My kid wakes me up like a bad '80s remix of a bad '80s song, repeating herself ad-nauseum in a club-dub, “Mom, mom, mom, can we go out now? Mom, mom, I wanna go out. Mom, mom mom, can we go out now? Mom, mom, I wanna go out.†(Repeat.)
Mumbling something unintelligible, I hurtle myself out of bed toward the coffeepot.
First cup of coffee later, she appears again, in hat, gloves, Capri jeans, snow boots, tee-shirt. “I’m ready!â€
This is the kid who, on school days, can’t get a sock on in under an hour.
I help to re-dress her, and then squeeze myself into my snowboard clothes. On our way to Vassault park, we see snow-shovelers, a mailbox knocked out of the ground by a wayward car, a stuck SUV, an electrical van spinning wheels in an attempt to get up a hill, and a cross-country skier.
We get to the hilly party on Vassault Park, and play the super fun game of kid-slides-down, mom-carries-the-sled-back-up.
Twice, I sit into the plastic sled. First time, with her, we go wicked fast, hitting a snow bank on the bottom. That thing was huge, must have been, like, six inches. Next time, I sit alone, hurtling through space, nearly flattening a kid on a blow-up ring. Same snow bank stops me, sending snow flying straight into my nostrils.
Wheeee.
She serenades me with Christmas songs as I lug her home (she’s tired and frozen, and couldn’t possibly walk, she tells me) and we see more snow-shoveling, smiling people.
And I’m thinking, yeah, it’s like Christmas, without the stress.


- ASSIGNMENT -
Looking at the entries underneath, work out how many lines contain "reactants". Write only that number.

- EXTRACTED MATERIAL -

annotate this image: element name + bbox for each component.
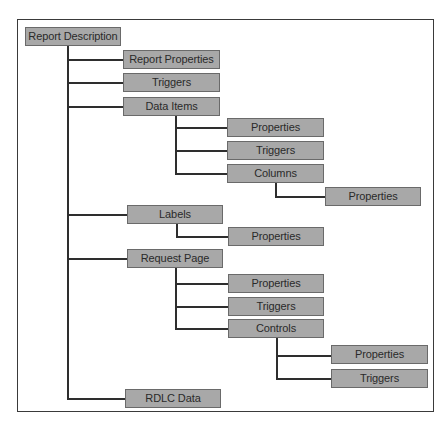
node-controls-properties: Properties (331, 345, 428, 364)
connector-data-items-properties (175, 127, 228, 129)
connector-data-items-triggers (175, 150, 228, 152)
connector-request-page-triggers (175, 306, 229, 308)
connector-root-trunk (67, 46, 69, 399)
node-columns-properties: Properties (325, 187, 421, 206)
connector-data-items-trunk (175, 116, 177, 174)
connector-root-triggers (67, 82, 124, 84)
connector-root-labels (67, 214, 128, 216)
connector-labels-properties (176, 236, 229, 238)
node-labels: Labels (127, 205, 223, 224)
connector-data-items-columns (175, 173, 228, 175)
node-labels-properties: Properties (228, 227, 324, 246)
connector-request-page-properties (175, 283, 229, 285)
node-controls: Controls (228, 319, 324, 338)
connector-labels-trunk (176, 223, 178, 237)
connector-root-request-page (67, 258, 128, 260)
node-request-page-triggers: Triggers (228, 297, 324, 316)
node-request-page: Request Page (127, 249, 223, 268)
node-controls-triggers: Triggers (331, 369, 428, 388)
node-report-properties: Report Properties (123, 50, 220, 69)
node-request-page-properties: Properties (228, 274, 324, 293)
node-data-items-properties: Properties (227, 118, 324, 137)
connector-controls-trunk (276, 338, 278, 379)
connector-root-data-items (67, 106, 124, 108)
connector-columns-trunk (275, 182, 277, 197)
connector-root-report-properties (67, 59, 124, 61)
node-rdlc-data: RDLC Data (125, 389, 221, 408)
connector-columns-properties (275, 196, 326, 198)
node-data-items: Data Items (123, 97, 220, 116)
connector-controls-triggers (276, 378, 332, 380)
node-columns: Columns (227, 164, 324, 183)
connector-root-rdlc-data (67, 398, 126, 400)
node-data-items-triggers: Triggers (227, 141, 324, 160)
connector-request-page-controls (175, 328, 229, 330)
connector-request-page-trunk (175, 268, 177, 329)
node-report-description: Report Description (25, 27, 121, 46)
node-triggers: Triggers (123, 73, 220, 92)
connector-controls-properties (276, 355, 332, 357)
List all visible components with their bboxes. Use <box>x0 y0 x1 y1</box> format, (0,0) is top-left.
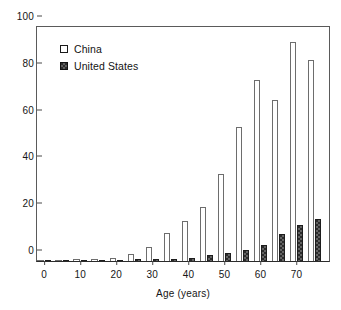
x-axis-tick-label: 0 <box>41 269 47 280</box>
x-axis-tick: 30 <box>147 261 159 280</box>
bar-united-states <box>315 219 321 261</box>
x-axis-tick-mark <box>188 261 189 265</box>
bar-united-states <box>99 260 105 261</box>
bar-china <box>164 233 170 261</box>
open-square-swatch-icon <box>60 45 68 53</box>
legend-item-united-states: United States <box>60 57 138 74</box>
bar-china <box>218 174 224 261</box>
bar-china <box>110 258 116 261</box>
bar-china <box>254 80 260 261</box>
bar-china <box>146 247 152 261</box>
x-axis-tick-label: 10 <box>74 269 86 280</box>
x-axis-tick: 50 <box>219 261 231 280</box>
y-axis-tick: 100 <box>17 11 37 22</box>
filled-square-swatch-icon <box>60 62 68 70</box>
x-axis-tick: 40 <box>183 261 195 280</box>
x-axis-tick-label: 20 <box>111 269 123 280</box>
bar-united-states <box>189 258 195 262</box>
y-axis-tick-label: 20 <box>22 198 37 209</box>
bar-united-states <box>81 260 87 261</box>
bar-china <box>182 221 188 261</box>
bar-china <box>236 127 242 261</box>
x-axis-tick-label: 40 <box>183 269 195 280</box>
x-axis-tick-label: 60 <box>255 269 267 280</box>
x-axis-tick: 60 <box>255 261 267 280</box>
x-axis-tick-label: 30 <box>147 269 159 280</box>
chart-legend: China United States <box>60 40 138 74</box>
bar-united-states <box>243 250 249 261</box>
bar-china <box>73 259 79 261</box>
bar-united-states <box>297 225 303 261</box>
x-axis-tick-mark <box>80 261 81 265</box>
bar-united-states <box>45 260 51 261</box>
y-axis-tick: 80 <box>22 57 37 68</box>
y-axis-tick-mark <box>37 16 42 17</box>
bar-china <box>308 60 314 261</box>
y-axis-tick: 60 <box>22 104 37 115</box>
bar-china <box>128 254 134 261</box>
x-axis-tick-mark <box>152 261 153 265</box>
x-axis-tick-mark <box>44 261 45 265</box>
x-axis-tick-mark <box>296 261 297 265</box>
legend-label-china: China <box>74 43 102 55</box>
y-axis-tick: 40 <box>22 151 37 162</box>
y-axis-tick-label: 60 <box>22 104 37 115</box>
x-axis-title: Age (years) <box>36 288 330 299</box>
y-axis-tick-label: 80 <box>22 57 37 68</box>
bar-united-states <box>135 259 141 261</box>
bar-united-states <box>279 234 285 261</box>
x-axis-tick: 20 <box>111 261 123 280</box>
bar-united-states <box>63 260 69 261</box>
y-axis-tick-label: 40 <box>22 151 37 162</box>
y-axis-tick: 20 <box>22 198 37 209</box>
legend-label-united-states: United States <box>74 60 138 72</box>
bar-china <box>91 259 97 261</box>
bar-china <box>55 260 61 261</box>
bar-china <box>290 42 296 261</box>
bar-united-states <box>225 253 231 261</box>
bar-chart-figure: 020406080100 010203040506070 Age (years)… <box>0 0 341 310</box>
y-axis-tick: 0 <box>28 245 37 256</box>
bar-china <box>272 100 278 261</box>
x-axis-tick-mark <box>260 261 261 265</box>
x-axis-tick: 10 <box>74 261 86 280</box>
bar-united-states <box>153 259 159 261</box>
x-axis-tick-mark <box>116 261 117 265</box>
bar-united-states <box>171 259 177 261</box>
bar-united-states <box>261 245 267 261</box>
legend-item-china: China <box>60 40 138 57</box>
y-axis-tick-label: 100 <box>17 11 37 22</box>
x-axis-tick: 0 <box>41 261 47 280</box>
y-axis-tick-label: 0 <box>28 245 37 256</box>
x-axis-tick-label: 70 <box>291 269 303 280</box>
bar-united-states <box>117 260 123 261</box>
bar-china <box>200 207 206 261</box>
x-axis-tick: 70 <box>291 261 303 280</box>
bar-united-states <box>207 255 213 261</box>
bar-china <box>37 260 43 261</box>
x-axis-tick-label: 50 <box>219 269 231 280</box>
x-axis-tick-mark <box>224 261 225 265</box>
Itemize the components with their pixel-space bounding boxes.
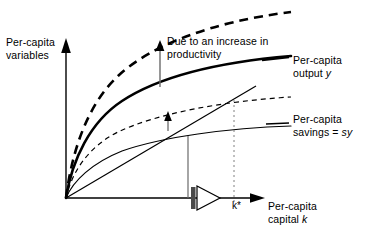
productivity-annotation: Due to an increase in productivity xyxy=(167,35,268,60)
output-series-label: Per-capita output y xyxy=(293,54,342,79)
savings-series-label-line1: Per-capita xyxy=(293,113,352,126)
y-axis-title-line1: Per-capita xyxy=(6,36,55,49)
curve-savings-solid xyxy=(66,126,291,198)
transition-marker-bar xyxy=(191,187,196,209)
x-axis-title: Per-capita capital k xyxy=(268,200,317,225)
output-series-label-line1: Per-capita xyxy=(293,54,342,67)
y-axis-title-line2: variables xyxy=(6,49,55,62)
curve-output-solid xyxy=(66,56,291,198)
y-axis-arrowhead xyxy=(61,38,71,53)
steady-state-label: k* xyxy=(232,200,241,213)
label-leaders-group xyxy=(262,57,289,124)
savings-series-label-line2: savings = sy xyxy=(293,126,352,139)
output-series-label-line2: output y xyxy=(293,67,342,80)
x-axis-title-line2: capital k xyxy=(268,213,317,226)
productivity-annotation-line1: Due to an increase in xyxy=(167,35,268,48)
x-axis-arrowhead xyxy=(250,193,265,203)
savings-series-label: Per-capita savings = sy xyxy=(293,113,352,138)
solow-model-diagram: Per-capita variables Per-capita capital … xyxy=(0,0,376,245)
savings-label-leader xyxy=(266,123,289,124)
x-axis-title-line1: Per-capita xyxy=(268,200,317,213)
transition-marker-triangle-icon xyxy=(197,186,220,210)
transition-marker-group xyxy=(191,186,220,210)
productivity-shift-arrow-head xyxy=(156,40,165,51)
productivity-annotation-line2: productivity xyxy=(167,48,268,61)
y-axis-title: Per-capita variables xyxy=(6,36,55,61)
curve-savings-new-dashed xyxy=(66,97,291,198)
line-breakeven-investment xyxy=(66,86,256,198)
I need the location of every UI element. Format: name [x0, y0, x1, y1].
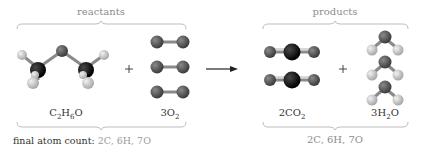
products-brace [263, 21, 408, 29]
products-bottom-brace [263, 122, 408, 130]
ethanol-molecule [17, 45, 109, 89]
water-molecules [367, 31, 404, 106]
o2-molecule-3 [151, 86, 190, 99]
reactants-bottom-brace [17, 122, 186, 130]
final-atom-count: final atom count: 2C, 6H, 7O [13, 135, 151, 146]
h2o-molecule-2 [367, 56, 404, 81]
final-atom-count-value: 2C, 6H, 7O [98, 135, 151, 146]
reactants-brace [17, 21, 186, 29]
co2-molecule-2 [264, 72, 320, 89]
reaction-diagram-graphics [0, 0, 428, 152]
ethanol-formula: C2H6O [36, 107, 96, 121]
final-atom-count-label: final atom count: [13, 135, 95, 146]
products-atom-count: 2C, 6H, 7O [295, 134, 375, 145]
reactants-label: reactants [71, 6, 131, 17]
oxygen-molecules [151, 36, 190, 99]
o2-molecule-2 [151, 61, 190, 74]
h2o-molecule-3 [367, 81, 404, 106]
co2-molecules [264, 44, 320, 89]
co2-molecule-1 [264, 44, 320, 61]
products-label: products [305, 6, 365, 17]
plus-sign-reactants [125, 65, 133, 73]
water-formula: 3H2O [360, 107, 410, 121]
plus-sign-products [339, 65, 347, 73]
h2o-molecule-1 [367, 31, 404, 56]
reaction-arrow-icon [206, 66, 238, 72]
co2-formula: 2CO2 [270, 107, 314, 121]
oxygen-formula: 3O2 [150, 107, 190, 121]
o2-molecule-1 [151, 36, 190, 49]
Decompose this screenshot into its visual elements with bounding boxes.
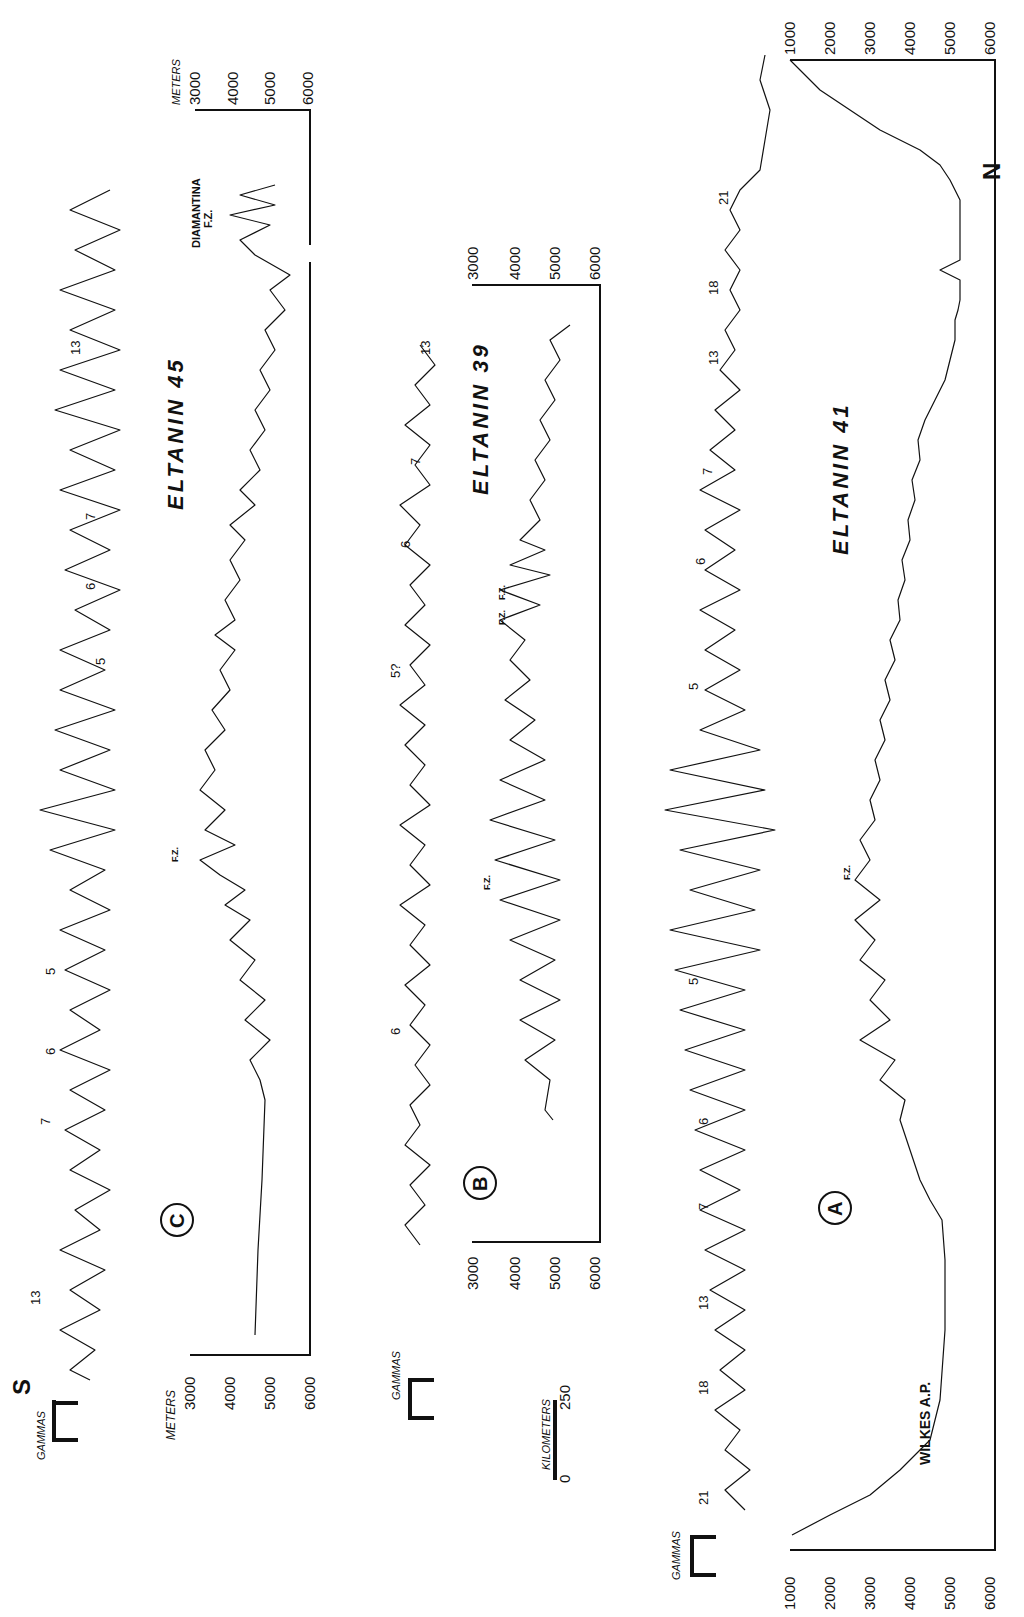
depth-tick: 5000	[941, 1577, 958, 1610]
annotation-diamantina: DIAMANTINA	[190, 178, 202, 248]
kilometers-label: KILOMETERS	[540, 1398, 552, 1470]
panel-eltanin-41: GAMMAS 21 18 13 7 6 5 5 6 7 13 18 21 A E…	[665, 22, 998, 1610]
anomaly-label: 6	[388, 1028, 403, 1035]
depth-tick: 3000	[861, 1577, 878, 1610]
panel-letter: B	[469, 1177, 491, 1191]
depth-tick: 5000	[546, 1257, 563, 1290]
scale-max: 250	[556, 1385, 573, 1410]
anomaly-label: 21	[716, 191, 731, 205]
annotation-fz: F.Z.	[202, 210, 214, 228]
anomaly-label: 6	[43, 1048, 58, 1055]
depth-tick: 3000	[186, 72, 203, 105]
anomaly-label: 5	[43, 968, 58, 975]
depth-tick: 3000	[861, 22, 878, 55]
gammas-scale-bar	[52, 1400, 56, 1442]
anomaly-label: 5	[686, 683, 701, 690]
annotation-fz: F.Z.	[842, 865, 852, 880]
depth-tick: 2000	[821, 1577, 838, 1610]
depth-tick: 4000	[221, 1377, 238, 1410]
depth-tick: 6000	[301, 1377, 318, 1410]
anomaly-label: 21	[696, 1491, 711, 1505]
annotation-fz: F.Z.	[170, 847, 180, 862]
depth-tick: 4000	[506, 1257, 523, 1290]
scale-min: 0	[556, 1475, 573, 1483]
depth-tick: 3000	[464, 247, 481, 280]
anomaly-label: 5	[93, 658, 108, 665]
annotation-fz: F.Z.	[497, 610, 507, 625]
depth-tick: 5000	[261, 72, 278, 105]
depth-tick: 5000	[261, 1377, 278, 1410]
anomaly-label: 7	[408, 458, 423, 465]
south-label: S	[8, 1379, 35, 1395]
panel-letter: A	[824, 1202, 846, 1216]
depth-tick: 3000	[181, 1377, 198, 1410]
depth-tick: 6000	[299, 72, 316, 105]
depth-tick: 5000	[941, 22, 958, 55]
depth-tick: 6000	[586, 247, 603, 280]
depth-axis-a	[790, 60, 995, 1550]
panel-title: ELTANIN 39	[468, 342, 493, 495]
anomaly-label: 7	[38, 1118, 53, 1125]
anomaly-label: 7	[700, 468, 715, 475]
depth-tick: 1000	[781, 1577, 798, 1610]
meters-label: METERS	[170, 59, 182, 106]
depth-tick: 6000	[981, 1577, 998, 1610]
anomaly-label: 13	[68, 341, 83, 355]
depth-tick: 3000	[464, 1257, 481, 1290]
anomaly-label: 7	[696, 1203, 711, 1210]
anomaly-label: 18	[706, 281, 721, 295]
magnetic-trace-b	[400, 345, 435, 1245]
depth-tick: 1000	[781, 22, 798, 55]
panel-letter: C	[166, 1214, 188, 1228]
bathymetry-trace-c	[200, 185, 290, 1335]
depth-tick: 6000	[586, 1257, 603, 1290]
anomaly-label: 13	[706, 351, 721, 365]
annotation-wilkes: WILKES A.P.	[917, 1382, 933, 1465]
anomaly-label: 18	[696, 1381, 711, 1395]
panel-eltanin-45: GAMMAS 13 7 6 5 5 6 7 13 C ELTANIN 45 ME…	[28, 59, 318, 1461]
kilometer-scale-bar	[553, 1400, 557, 1480]
anomaly-label: 6	[83, 583, 98, 590]
annotation-fz: F.Z.	[482, 875, 492, 890]
gammas-label: GAMMAS	[35, 1410, 47, 1460]
panel-title: ELTANIN 45	[163, 357, 188, 510]
panel-title: ELTANIN 41	[828, 402, 853, 555]
anomaly-label: 6	[693, 558, 708, 565]
bathymetry-trace-a	[790, 60, 960, 1535]
magnetic-trace-c	[40, 190, 120, 1380]
depth-tick: 2000	[821, 22, 838, 55]
anomaly-label: 7	[83, 513, 98, 520]
anomaly-label: 13	[418, 341, 433, 355]
panel-eltanin-39: GAMMAS 6 5? 6 7 13 B ELTANIN 39 3000 400…	[388, 247, 603, 1483]
depth-tick: 4000	[901, 22, 918, 55]
depth-axis-c	[190, 262, 310, 1355]
gammas-label: GAMMAS	[670, 1530, 682, 1580]
depth-tick: 6000	[981, 22, 998, 55]
anomaly-label: 5	[686, 978, 701, 985]
figure-canvas: S N GAMMAS 13 7 6 5 5 6 7 13 C ELTANIN 4…	[0, 0, 1024, 1617]
anomaly-label: 5?	[388, 664, 403, 678]
depth-tick: 4000	[224, 72, 241, 105]
depth-tick: 4000	[901, 1577, 918, 1610]
meters-label: METERS	[164, 1390, 178, 1440]
anomaly-label: 6	[696, 1118, 711, 1125]
depth-tick: 4000	[506, 247, 523, 280]
magnetic-trace-a	[665, 55, 775, 1510]
anomaly-label: 13	[28, 1291, 43, 1305]
bathymetry-trace-b	[490, 325, 570, 1120]
anomaly-label: 6	[398, 541, 413, 548]
depth-tick: 5000	[546, 247, 563, 280]
anomaly-label: 13	[696, 1296, 711, 1310]
annotation-fz: F.Z.	[497, 585, 507, 600]
north-label: N	[978, 163, 1005, 180]
gammas-label: GAMMAS	[390, 1350, 402, 1400]
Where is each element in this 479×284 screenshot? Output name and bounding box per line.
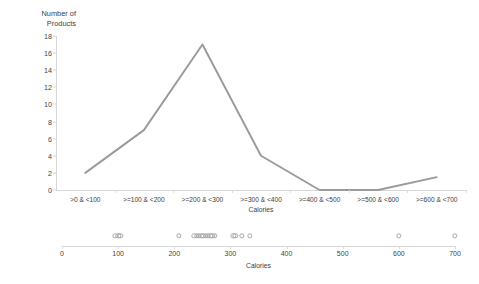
dot-plot-tick-label: 200 [168, 250, 180, 257]
y-axis-tick-label: 8 [48, 117, 52, 126]
x-axis-tick-mark [232, 190, 233, 193]
dot-plot-point [239, 233, 244, 238]
dot-plot-tick-label: 300 [225, 250, 237, 257]
x-axis-title: Calories [56, 206, 466, 213]
plot-area: 024681012141618 [56, 36, 466, 190]
dot-plot-chart: 0100200300400500600700 Calories [0, 222, 479, 284]
x-axis-line [56, 190, 466, 191]
y-axis-tick-label: 10 [44, 100, 52, 109]
dot-plot-tick-label: 100 [112, 250, 124, 257]
dot-plot-point [118, 233, 123, 238]
dot-plot-tick-label: 600 [393, 250, 405, 257]
dot-plot-tick-label: 0 [60, 250, 64, 257]
y-axis-title: Number of Products [8, 9, 76, 28]
x-axis-category-label: >=500 & <600 [357, 196, 399, 203]
dot-plot-point [233, 233, 238, 238]
dot-plot-tick-label: 500 [337, 250, 349, 257]
dot-plot-tick-mark [287, 246, 288, 249]
dot-plot-tick-mark [455, 246, 456, 249]
x-axis-category-label: >=300 & <400 [240, 196, 282, 203]
dot-plot-point [396, 233, 401, 238]
y-axis-tick-label: 0 [48, 186, 52, 195]
dot-plot-axis-title: Calories [62, 262, 455, 269]
dot-plot-point [247, 233, 252, 238]
x-axis-tick-mark [349, 190, 350, 193]
dot-plot-point [212, 233, 217, 238]
dot-plot-tick-label: 400 [281, 250, 293, 257]
dot-plot-tick-mark [399, 246, 400, 249]
x-axis-category-label: >=100 & <200 [123, 196, 165, 203]
x-axis-category-label: >=600 & <700 [416, 196, 458, 203]
y-axis-tick-label: 2 [48, 168, 52, 177]
dot-plot-tick-mark [230, 246, 231, 249]
x-axis-tick-mark [466, 190, 467, 193]
y-axis-tick-label: 4 [48, 151, 52, 160]
dot-plot-point [176, 233, 181, 238]
x-axis-tick-mark [290, 190, 291, 193]
frequency-polygon-chart: Number of Products 024681012141618 >0 & … [0, 0, 479, 220]
x-axis-category-label: >=200 & <300 [182, 196, 224, 203]
x-axis-tick-mark [115, 190, 116, 193]
dot-plot-tick-label: 700 [449, 250, 461, 257]
y-axis-tick-label: 12 [44, 83, 52, 92]
y-axis-tick-label: 6 [48, 134, 52, 143]
dot-plot-tick-mark [343, 246, 344, 249]
y-axis-tick-label: 14 [44, 66, 52, 75]
dot-plot-tick-mark [62, 246, 63, 249]
y-axis-tick-label: 18 [44, 32, 52, 41]
x-axis-tick-mark [407, 190, 408, 193]
y-axis-tick-label: 16 [44, 49, 52, 58]
x-axis-category-label: >=400 & <500 [299, 196, 341, 203]
frequency-polygon-line [56, 36, 466, 190]
x-axis-tick-mark [173, 190, 174, 193]
x-axis-category-label: >0 & <100 [70, 196, 100, 203]
dot-plot-point [452, 233, 457, 238]
dot-plot-tick-mark [118, 246, 119, 249]
dot-plot-tick-mark [174, 246, 175, 249]
dot-plot-axis-line [62, 246, 455, 247]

- ANSWER AREA -
4